The De-Moralization of Society.

AuthorKreyche, Gerald F.

by Gertrude Himmelfarb / Alfred A. Knopf, 1995, pp. 314, $24.00

Reviewed by GERALD F. KREYCHE American Thought Editor, USA Today, and Emeritus Professor of Philosophy, DePaul University, Chicago, IL

Everyone agrees that America is in a moral mess. Churches, schools, even the government seek to shore up values and restore morals. Yet, by way of contradiction, we are told to be nonjudgmental about the actions of others and to recognize the rights of each's chosen lifestyle. Today, the meaning of family--the basis for nearly all societal mores--has been emasculated. Currently, it includes unwed mothers, as well as gay and lesbian relationships, and as a result has become a reflection of immorality itself.

The focus of this book is to trace the present breakdown of U.S. society to its abandonment of the virtues that governed Victorian times in England and America. Many will scoff at this, saying that such times were more a paradigm of hypocrisy than societal virtue, as evidenced by second-class citizenship of women, exploitation of children, and the pauperization of the masses.

Yet, Himmelfarb, an emeritus professor of history from The City University of New York and a specialist on Victorian times, while not denying such charges, maintains that they merely are stereotypical. She argues her case effectively, supporting her claim that the last 200 years have produced a social change which has abandoned virtues, replacing them with values.

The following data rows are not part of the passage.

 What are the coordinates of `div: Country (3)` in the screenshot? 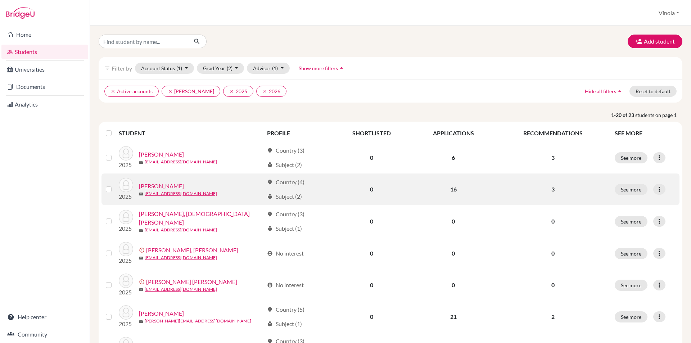 It's located at (286, 150).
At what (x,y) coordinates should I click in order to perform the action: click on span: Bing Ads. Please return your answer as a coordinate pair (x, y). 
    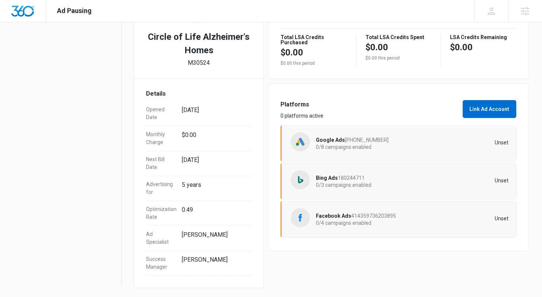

Virtues bespeak permanence. Essentially unchanging, they are authoritative, viewed as nearly universal, and carry a sense of gravity about them. On the other hand, values are subjective and relative, based more on belief, feeling, opinion, convention, and even idiosyncrasy.

The virtues that typified the Victorian milieu were respectability, good manners (including civility), self-help, self-discipline, orderliness...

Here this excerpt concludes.